81|365
Karen, 1989
You had already lost your mother to cancer and I was about to lose mine to the same disease. You were helping me sew up a duvet cover, and as you guided the fabric into the path of the hungry needle, you worked your jaw from side to side, as though this could speed the machine along. Some blockage, some denial, prevented me from comprehending that I could just leave my job for a week to go see my mother. Fuck it, I could, and you told me I should.
82|365
Lin, 1988
You said, “I miss you,” on the phone to me after I had moved to Boston. It was just one of those things people say that they don’t really mean, after all you were a friend’s roommate and I didn’t really know you very well at all. I wanted to say it back to you, to be polite, but the words refused to be spoken. I was unable to say what wasn’t true, and so there was just this painful silence on the line.
83|365
Tom, 2004
There is no way to articulate your charisma. You inspired me, like hundreds of others, to want to be my best, to be the best. You are a gifted teacher. I don’t want you to die.
84|365
Susan, 1977
You were one of two alpha personalities in my cabin, and the dynamic wasn’t working. The other alpha was my best friend, but I discovered that I didn’t have to choose sides. For a while, I assumed the role of go-between, delivering messages and updates, offering my profound empathy to both parties.
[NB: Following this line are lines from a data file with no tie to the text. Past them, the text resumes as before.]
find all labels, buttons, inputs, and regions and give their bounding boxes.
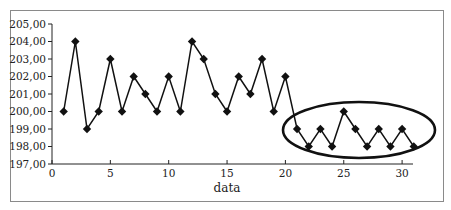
- y-tick-label: 203,00: [9, 53, 46, 65]
- y-tick-label: 202,00: [9, 70, 46, 82]
- y-tick-label: 201,00: [9, 88, 46, 100]
- x-tick-label: 5: [107, 167, 114, 179]
- diamond-marker: [235, 72, 243, 80]
- y-tick-label: 198,00: [9, 140, 46, 152]
- diamond-marker: [270, 107, 278, 115]
- diamond-marker: [258, 55, 266, 63]
- series-line: [64, 42, 414, 147]
- diamond-marker: [129, 72, 137, 80]
- diamond-marker: [165, 72, 173, 80]
- diamond-marker: [351, 125, 359, 133]
- diamond-marker: [375, 125, 383, 133]
- diamond-marker: [293, 125, 301, 133]
- y-tick-label: 197,00: [9, 158, 46, 170]
- diamond-marker: [281, 72, 289, 80]
- y-tick-label: 204,00: [9, 35, 46, 47]
- y-tick-label: 199,00: [9, 123, 46, 135]
- diamond-marker: [246, 90, 254, 98]
- x-axis: 051015202530: [49, 160, 413, 179]
- diamond-marker: [188, 37, 196, 45]
- x-tick-label: 25: [337, 167, 350, 179]
- y-axis: 197,00198,00199,00200,00201,00202,00203,…: [9, 18, 52, 170]
- x-tick-label: 10: [162, 167, 175, 179]
- diamond-marker: [106, 55, 114, 63]
- x-tick-label: 15: [220, 167, 233, 179]
- data-series: [59, 37, 418, 150]
- diamond-marker: [118, 107, 126, 115]
- diamond-marker: [59, 107, 67, 115]
- diamond-marker: [200, 55, 208, 63]
- highlight-ellipse: [283, 102, 435, 158]
- diamond-marker: [316, 125, 324, 133]
- y-tick-label: 200,00: [9, 105, 46, 117]
- diamond-marker: [141, 90, 149, 98]
- diamond-marker: [363, 142, 371, 150]
- diamond-marker: [328, 142, 336, 150]
- diamond-marker: [211, 90, 219, 98]
- x-tick-label: 20: [279, 167, 292, 179]
- diamond-marker: [71, 37, 79, 45]
- diamond-marker: [398, 125, 406, 133]
- x-tick-label: 30: [395, 167, 408, 179]
- diamond-marker: [83, 125, 91, 133]
- diamond-marker: [94, 107, 102, 115]
- line-chart: 197,00198,00199,00200,00201,00202,00203,…: [0, 0, 451, 210]
- diamond-marker: [176, 107, 184, 115]
- y-tick-label: 205,00: [9, 18, 46, 30]
- diamond-marker: [223, 107, 231, 115]
- diamond-marker: [340, 107, 348, 115]
- diamond-marker: [153, 107, 161, 115]
- x-tick-label: 0: [49, 167, 56, 179]
- x-axis-title: data: [214, 181, 241, 195]
- diamond-marker: [386, 142, 394, 150]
In time we united, but I had secretly enjoyed the drama of the divided group.
85|365
Kim, 2008
You wouldn’t let us come into the restaurant until precisely 5:00 when you opened. We explained that we wanted to order take-out, along with one Caterpillar roll for N to eat-in while we waited, since she was going straight to her dance class. You sized up N, sitting on her stool, and said, “Oh, she got the long legs!” and made a whoosh sound, sort of like a toilet flushing. You said something in Japanese to your co-worker, raising your hands to your armpits to indicate where my daughter’s legs began, and then the two of you stared her up and down, whooshing together, like two toilets flushing.
86|365
Charlie Brown, 1973
You were my first dog, but you never esteemed yourself as anything less than human. In the boat, you always took up your position in the front seat next to the captain, pointing your pure-bred nose high into the air. Your long brown ears would flap in the wind behind you like pigtails. There was that family legend of the boater who mistook you for my mother, claiming to my father, “Oh, I saw you and your wife out on the lake last weekend,” when it was you, as always, who was next to him.
87|365
Olga, 1998
I still occasionally see you advancing down the road on your way to morning mass. This is reassuring, even though you look as though you carry the weight of the world on your shoulders. Once upon a time we were friendly — especially when JH and I first moved in and our babies were born. But there was that neighborhood squabble, and when we didn’t side with your husband, it was as though we became invisible to you both.